As Nick opens the door of the dog pen, his dogs come bounding out, released, freed, jumping around him, exultant.

He kicks the first one in the jaw. It yelps and recoils.

He kicks the second in the side, before it can move away in confusion, in instinctive defense.

“What the fuck good are you?” He goes to kick them again, but they are faster than he is; they steer clear, scurrying away across the field.

He runs at them, tries to land a few more kicks, but they manage to stay a few steps ahead of him, adeptly avoiding him until he stalks the other way.

If he has to be with them to give the attack command, what the fuck is the point?

Nick inspects the garage-door mechanisms. The side-door lock. The career thief reconstructing how he was robbed. Bringing an expert’s perspective.

Nothing damaged.

He sees car tracks in the dirt. The Mercedes tracks.

He stalks up the farmhouse’s back steps, sees the broken pane.

He toes the broken glass off the wooden landing.

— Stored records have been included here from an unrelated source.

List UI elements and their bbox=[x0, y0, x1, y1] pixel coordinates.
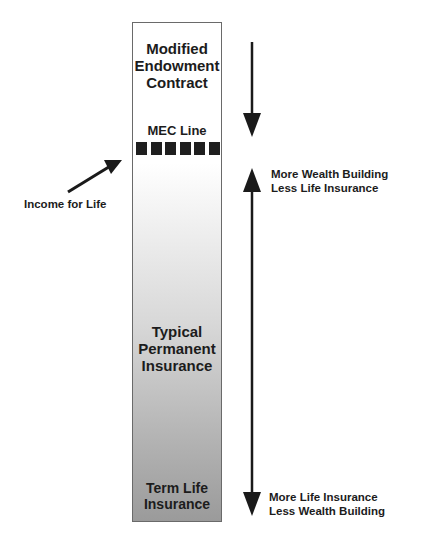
arrow-up-right-icon bbox=[68, 160, 122, 192]
life-insurance-annotation: More Life Insurance Less Wealth Building bbox=[269, 490, 385, 518]
down-arrow-top-icon bbox=[243, 42, 261, 137]
income-for-life-label: Income for Life bbox=[24, 197, 106, 211]
annotation-line: More Wealth Building bbox=[271, 167, 388, 181]
annotation-line: Less Wealth Building bbox=[269, 504, 385, 518]
arrows-layer bbox=[0, 0, 425, 540]
annotation-line: Less Life Insurance bbox=[271, 181, 388, 195]
annotation-line: More Life Insurance bbox=[269, 490, 385, 504]
wealth-building-annotation: More Wealth Building Less Life Insurance bbox=[271, 167, 388, 195]
double-arrow-icon bbox=[243, 168, 261, 516]
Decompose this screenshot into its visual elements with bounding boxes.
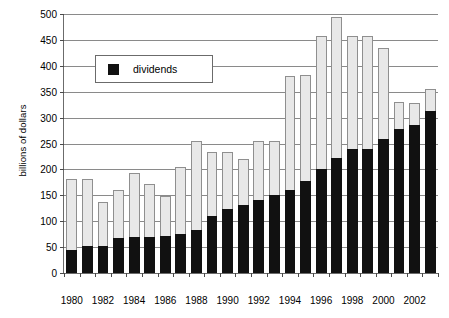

Entering, looks at the key ring on the nail by the door. It’s there, where he always leaves it. But returned there, he is sure, by the old man. The old man who saw the key ring and knew. Keys to the kingdom. Maybe even thinking,
You found my brass key. Now I’ve found yours
.

Sullenly, wordlessly, Nick heads for his office.

Sits down at his desk.

Opens the second drawer.

Of course.

The jewelry is gone.

Nick feels it. The old man sitting here. The fury rises in Nick, a fresh wave of it, washing over him.

He pounds his fist on the desk. Spins in his chair and yanks open a file drawer behind him. Riffles through it frantically, until he stops at a folder. He stares at the folder a moment, before pulling it out and opening it.

The old man’s signature has been ripped off the top sheet. Nick took it to make copies, sending the copies of the signature to the safe-deposit box actors, for them to practice from.

But the rest of the fake pink form is still there, with the address: 3901 Pacific View, Santa Barbara.

Is the old man really taking his things there? Is he that arrogant? But he is arrogant enough, after all, to come collect his things deep in the Montana woods.

Will he now try to hide from Nick? No—he will go on with his life, certain, probably, that Nick wouldn’t risk an escalation of events. Wouldn’t tangle with someone so clearly and completely onto Nick. Someone crazy and determined enough to cross the country, to somehow find his way here, in order to retrieve his things. Or maybe the old man figures Nick has already tossed the original delivery address. But even if Nick didn’t have it, he could probably still get the destination address from Dolly, his moving-company contact, to confirm it—that’s where the Pekes’ name came from. It’s probably still in Dolly’s computer. The old man must have guessed at Nick’s having some mechanism, some system, like that. Or maybe the old man simply figures Nick would never jeopardize his whole enterprise by coming after one old man, one particularly stubborn mark.

In which case, the old man—pretty good at figuring, apparently—has finally figured wrong. Smart old man. Stupid old man.

You can’t just come in here and steal my things
, thinks Nick.

I’m gonna get my things back.

N
ick sits inside Freedom Café. The three skinheads are seated around him.

He’s asked if he can join them, speaking to them directly for the first time, and they sense that this has significance, that this is an occasion. Nick senses they’ve been itching to know what it is he’s doing with that big white truck on that property out there. Maybe they’ve even come by, aimlessly curious, but have seen the gate, heard the dogs, and thought better of it, though it’s probably only fed their curiosity.

Nick’s been thinking about the old man, and that gracious, tasteful house, and that accent that Nick heard in the few sentences he exchanged with the old man.